The Boston Chamber Music Society continued its summer season with a concert in the newly renovated Pickman Hall at the Longy School of Music of Bard College. Three regulars of BCMS – first-rate musicians all – presented two early sonatas by Mozart and Richard Strauss and ended with the great Piano Trio in B-flat Major of Franz Schubert.
I had just driven in from Wellfleet where I attended the final concert of the Cape Cod Music Festival – reviewed here. The Wellfleet concert was wonderful, and I was glad to have gone – but the BCMS concert had a joy to it that I did not find in Wellfleet. Put three fine musicians that have played with each other for years together with highly accessible music in an intimate setting and the result can be transcendent. Violinist Ida Levin remarked that the wonderful program notes did not tell us that the first piece – the Violin Sonata in F major, K 376, was written in 1781 – the same date as the violin she was playing. She even wondered if her instrument had premiered any of Mozart’s later sonatas.
The sonata she then played, with Mihae Lee, piano, was written shortly after Mozart’s move to Vienna. It is light, cheerful, and melodic. I do not remember hearing it before, but I would gladly hear it again. The balance between the two performers was perfect – Lee’s light touch on the keys always added and never obscured the violin. The ensemble between the two players was outstanding. Unlike in Wellfleet where the brightness of the treble keys of the piano did not reflect off the top of the piano into the audience on the floor, in Pickman from my seat in the second row I could see the treble sound board reflected in the top, and the sound was just right.
Although sometimes simplistic, the Cello Sonata in F major, Opus 6, an early work by Richard Strauss, was full of melodies and rich harmonies, giving strong promise of the great pieces he would later write. It was played by Lee and Ronald Thomas, one of the co-founders of BCMS, and once again, the balance and ensemble were wonderful. Lee’s touch and phrasing was entirely different from the Mozart, matching Strauss’s flowing harmonies. Thomas played beautifully. He apologized before the piece started for his need to tune between each movement. He has recently decided to try gut core strings on his cello, and they were behaving badly due to the sticky weather. Thomas’s metal wound strings have a somewhat richer, more nasal sound than steel or synthetic core strings. Besides changing length with humidity, gut strings absorb more energy than steel when you bend them, a factor that tends to absorb the high harmonics in the string before they can be radiated out into the hall. This gives the cello a richer tone – possibly closer to what a nineteenth-century composer might have expected. I loved the performance, and so did the audience. Lots of applause and bravos greeted the end of the Finale.
Schubert’s well-known Piano Trio in B-flat major, D 898, closed the program, and once again the balance and ensemble between the players was exceptional. Interesting to me was the contrast between the brightness of the steel strings in the violin, and the somewhat richer sound of the gut core strings on the cello, but this in no way affected the delight of the performance.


▶ Problem requirements: Keyword search on "their": report each line of the records that contains it.

▶ Provided records:

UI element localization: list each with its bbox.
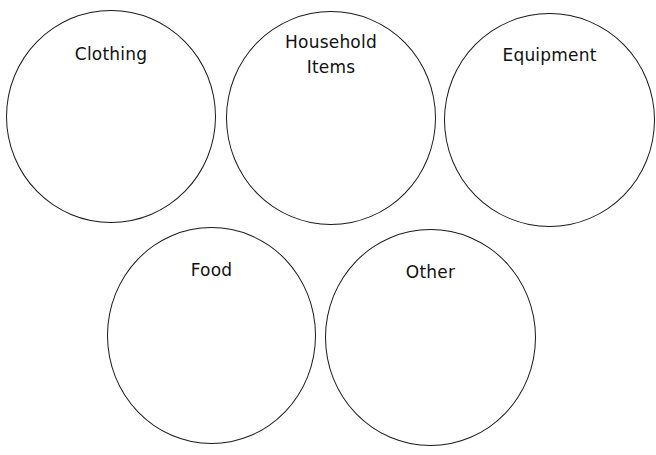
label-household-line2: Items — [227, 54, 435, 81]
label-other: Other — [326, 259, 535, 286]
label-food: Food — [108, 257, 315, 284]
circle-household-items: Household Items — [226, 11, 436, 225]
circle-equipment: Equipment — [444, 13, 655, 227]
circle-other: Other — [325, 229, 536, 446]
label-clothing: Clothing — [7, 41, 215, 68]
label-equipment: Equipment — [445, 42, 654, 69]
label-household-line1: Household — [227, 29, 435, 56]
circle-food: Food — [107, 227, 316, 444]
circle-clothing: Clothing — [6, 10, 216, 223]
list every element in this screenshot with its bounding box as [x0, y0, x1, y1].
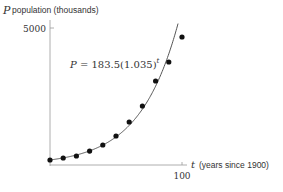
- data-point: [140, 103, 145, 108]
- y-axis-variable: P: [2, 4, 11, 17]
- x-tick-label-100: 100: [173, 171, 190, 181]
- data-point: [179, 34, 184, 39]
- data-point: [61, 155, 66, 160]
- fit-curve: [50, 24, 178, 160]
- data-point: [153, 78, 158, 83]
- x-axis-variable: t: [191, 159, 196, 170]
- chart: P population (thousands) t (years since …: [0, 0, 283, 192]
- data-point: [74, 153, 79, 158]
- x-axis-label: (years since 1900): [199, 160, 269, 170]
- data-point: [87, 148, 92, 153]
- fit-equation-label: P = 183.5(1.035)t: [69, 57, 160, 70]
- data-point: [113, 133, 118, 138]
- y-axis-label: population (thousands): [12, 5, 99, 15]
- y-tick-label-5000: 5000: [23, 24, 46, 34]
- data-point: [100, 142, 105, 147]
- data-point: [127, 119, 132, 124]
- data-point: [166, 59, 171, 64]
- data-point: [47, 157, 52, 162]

==

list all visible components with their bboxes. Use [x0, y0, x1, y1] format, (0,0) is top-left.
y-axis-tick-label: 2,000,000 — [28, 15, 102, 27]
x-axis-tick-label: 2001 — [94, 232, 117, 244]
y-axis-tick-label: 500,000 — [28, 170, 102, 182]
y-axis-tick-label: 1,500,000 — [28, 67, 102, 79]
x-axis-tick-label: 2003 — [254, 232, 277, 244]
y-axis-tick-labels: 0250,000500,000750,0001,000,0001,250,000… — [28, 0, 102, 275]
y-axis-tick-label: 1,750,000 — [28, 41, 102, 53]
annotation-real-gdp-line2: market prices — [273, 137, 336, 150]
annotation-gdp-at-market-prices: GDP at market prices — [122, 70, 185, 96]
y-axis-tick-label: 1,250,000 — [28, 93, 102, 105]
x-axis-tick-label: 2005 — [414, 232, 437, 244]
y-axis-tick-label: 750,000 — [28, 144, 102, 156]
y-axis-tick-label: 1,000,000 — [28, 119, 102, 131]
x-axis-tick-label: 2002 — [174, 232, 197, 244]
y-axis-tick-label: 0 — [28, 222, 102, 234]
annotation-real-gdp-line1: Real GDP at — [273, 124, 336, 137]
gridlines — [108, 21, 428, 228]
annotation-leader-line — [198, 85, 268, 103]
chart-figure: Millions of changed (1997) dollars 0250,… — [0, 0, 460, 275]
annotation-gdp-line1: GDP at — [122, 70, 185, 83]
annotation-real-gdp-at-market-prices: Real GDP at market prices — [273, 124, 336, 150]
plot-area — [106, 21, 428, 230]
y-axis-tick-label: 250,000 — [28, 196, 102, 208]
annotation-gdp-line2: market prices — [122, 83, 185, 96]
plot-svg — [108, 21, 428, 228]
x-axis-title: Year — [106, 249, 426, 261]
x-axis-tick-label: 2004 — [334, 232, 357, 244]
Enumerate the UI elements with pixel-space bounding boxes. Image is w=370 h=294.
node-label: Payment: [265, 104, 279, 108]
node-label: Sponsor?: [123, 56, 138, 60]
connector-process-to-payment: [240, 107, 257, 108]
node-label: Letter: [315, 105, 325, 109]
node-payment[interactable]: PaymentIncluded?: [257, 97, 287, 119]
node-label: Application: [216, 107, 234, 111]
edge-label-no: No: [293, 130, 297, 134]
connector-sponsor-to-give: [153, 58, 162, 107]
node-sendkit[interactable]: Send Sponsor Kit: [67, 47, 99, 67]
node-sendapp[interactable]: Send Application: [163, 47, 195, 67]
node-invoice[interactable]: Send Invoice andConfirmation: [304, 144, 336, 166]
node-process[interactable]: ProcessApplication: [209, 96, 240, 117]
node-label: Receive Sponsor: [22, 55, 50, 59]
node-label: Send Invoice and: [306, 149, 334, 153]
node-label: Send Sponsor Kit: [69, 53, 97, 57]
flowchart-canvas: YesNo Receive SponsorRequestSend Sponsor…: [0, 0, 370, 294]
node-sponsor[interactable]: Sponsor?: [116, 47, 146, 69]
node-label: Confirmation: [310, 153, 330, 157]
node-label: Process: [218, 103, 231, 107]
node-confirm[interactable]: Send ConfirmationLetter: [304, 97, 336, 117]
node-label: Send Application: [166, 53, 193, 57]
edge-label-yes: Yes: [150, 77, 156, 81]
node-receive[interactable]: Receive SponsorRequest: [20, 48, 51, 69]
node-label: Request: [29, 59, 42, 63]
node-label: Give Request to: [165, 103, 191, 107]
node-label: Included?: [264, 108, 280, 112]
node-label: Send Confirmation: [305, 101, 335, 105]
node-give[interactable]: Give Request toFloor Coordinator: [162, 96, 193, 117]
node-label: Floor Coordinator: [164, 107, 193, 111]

==

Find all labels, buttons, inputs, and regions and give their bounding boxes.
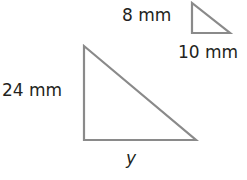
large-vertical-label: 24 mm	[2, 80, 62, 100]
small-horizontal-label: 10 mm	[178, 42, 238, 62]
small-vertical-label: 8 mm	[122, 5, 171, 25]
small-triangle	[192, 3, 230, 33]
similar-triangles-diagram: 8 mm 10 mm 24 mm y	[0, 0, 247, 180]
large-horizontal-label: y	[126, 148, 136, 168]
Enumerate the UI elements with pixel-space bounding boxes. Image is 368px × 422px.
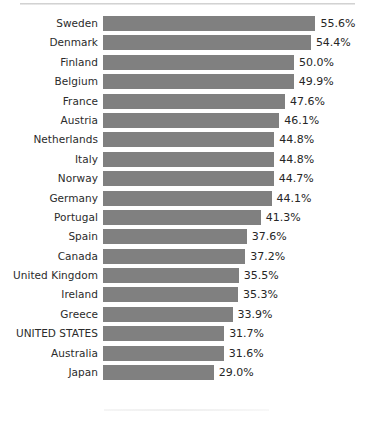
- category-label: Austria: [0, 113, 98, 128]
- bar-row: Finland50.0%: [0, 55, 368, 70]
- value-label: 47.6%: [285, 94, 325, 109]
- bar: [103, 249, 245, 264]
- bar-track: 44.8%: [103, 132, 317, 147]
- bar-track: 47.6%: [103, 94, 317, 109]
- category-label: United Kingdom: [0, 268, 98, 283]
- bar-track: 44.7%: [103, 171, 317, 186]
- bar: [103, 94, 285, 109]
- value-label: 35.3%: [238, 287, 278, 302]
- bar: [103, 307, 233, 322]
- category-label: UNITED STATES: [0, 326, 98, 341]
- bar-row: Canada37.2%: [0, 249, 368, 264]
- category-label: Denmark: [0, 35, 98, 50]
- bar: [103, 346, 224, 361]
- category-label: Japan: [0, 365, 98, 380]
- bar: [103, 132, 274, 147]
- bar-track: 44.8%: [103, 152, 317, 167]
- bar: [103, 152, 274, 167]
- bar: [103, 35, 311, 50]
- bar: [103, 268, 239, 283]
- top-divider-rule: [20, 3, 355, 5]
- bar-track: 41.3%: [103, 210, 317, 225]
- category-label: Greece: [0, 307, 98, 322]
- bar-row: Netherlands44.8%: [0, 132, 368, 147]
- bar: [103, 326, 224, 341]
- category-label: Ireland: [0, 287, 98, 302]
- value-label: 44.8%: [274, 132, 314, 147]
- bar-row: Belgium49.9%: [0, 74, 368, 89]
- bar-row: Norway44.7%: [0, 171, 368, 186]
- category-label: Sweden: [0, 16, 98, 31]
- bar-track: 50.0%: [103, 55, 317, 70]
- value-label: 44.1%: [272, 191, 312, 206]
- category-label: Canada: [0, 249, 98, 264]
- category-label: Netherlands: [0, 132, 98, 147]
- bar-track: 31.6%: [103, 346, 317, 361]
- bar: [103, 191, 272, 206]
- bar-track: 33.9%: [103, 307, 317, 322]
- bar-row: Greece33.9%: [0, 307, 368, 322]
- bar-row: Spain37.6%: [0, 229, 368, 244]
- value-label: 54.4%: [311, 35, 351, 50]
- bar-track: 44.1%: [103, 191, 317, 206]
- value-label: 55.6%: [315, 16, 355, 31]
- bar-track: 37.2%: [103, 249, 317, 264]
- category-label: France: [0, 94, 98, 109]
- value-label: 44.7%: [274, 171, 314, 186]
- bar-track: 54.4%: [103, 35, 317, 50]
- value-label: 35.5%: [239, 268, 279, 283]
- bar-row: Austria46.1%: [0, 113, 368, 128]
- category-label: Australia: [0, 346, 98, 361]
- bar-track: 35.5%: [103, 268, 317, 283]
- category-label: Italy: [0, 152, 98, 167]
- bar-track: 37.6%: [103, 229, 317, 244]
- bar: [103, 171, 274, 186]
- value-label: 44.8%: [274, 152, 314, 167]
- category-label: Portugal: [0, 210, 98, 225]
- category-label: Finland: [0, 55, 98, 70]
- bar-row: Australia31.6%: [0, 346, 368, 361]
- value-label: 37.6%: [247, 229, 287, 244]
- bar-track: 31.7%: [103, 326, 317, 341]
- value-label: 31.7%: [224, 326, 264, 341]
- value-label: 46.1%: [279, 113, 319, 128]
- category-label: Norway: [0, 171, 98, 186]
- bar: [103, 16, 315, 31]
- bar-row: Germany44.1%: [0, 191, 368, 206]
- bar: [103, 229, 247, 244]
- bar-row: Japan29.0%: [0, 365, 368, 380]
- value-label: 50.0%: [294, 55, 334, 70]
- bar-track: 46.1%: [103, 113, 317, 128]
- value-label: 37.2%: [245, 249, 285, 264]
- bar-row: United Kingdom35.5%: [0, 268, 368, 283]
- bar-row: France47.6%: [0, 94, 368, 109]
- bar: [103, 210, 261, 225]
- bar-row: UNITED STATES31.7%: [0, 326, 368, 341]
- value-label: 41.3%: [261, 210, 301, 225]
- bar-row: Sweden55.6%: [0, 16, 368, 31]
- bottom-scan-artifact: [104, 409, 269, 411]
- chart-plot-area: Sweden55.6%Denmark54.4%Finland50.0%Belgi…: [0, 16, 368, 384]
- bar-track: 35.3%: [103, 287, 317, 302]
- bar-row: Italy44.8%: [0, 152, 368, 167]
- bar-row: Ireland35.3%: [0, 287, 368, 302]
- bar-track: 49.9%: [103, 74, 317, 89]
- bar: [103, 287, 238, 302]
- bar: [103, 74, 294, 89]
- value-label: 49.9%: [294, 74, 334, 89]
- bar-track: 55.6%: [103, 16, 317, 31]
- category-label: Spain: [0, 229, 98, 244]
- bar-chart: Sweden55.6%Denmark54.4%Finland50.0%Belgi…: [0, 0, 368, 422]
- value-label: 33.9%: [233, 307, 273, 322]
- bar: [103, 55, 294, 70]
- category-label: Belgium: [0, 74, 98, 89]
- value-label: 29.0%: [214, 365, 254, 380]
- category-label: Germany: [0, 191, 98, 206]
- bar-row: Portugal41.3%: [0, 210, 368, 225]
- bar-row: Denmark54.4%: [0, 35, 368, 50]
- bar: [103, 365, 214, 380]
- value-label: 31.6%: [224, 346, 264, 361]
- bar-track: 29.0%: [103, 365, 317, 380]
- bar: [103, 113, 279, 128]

▶ Solution to the problem:
list all visible components with their bboxes. Use [x0, y0, x1, y1] format, (0,0) is top-left.
Find all labels, buttons, inputs, and regions and give their bounding boxes.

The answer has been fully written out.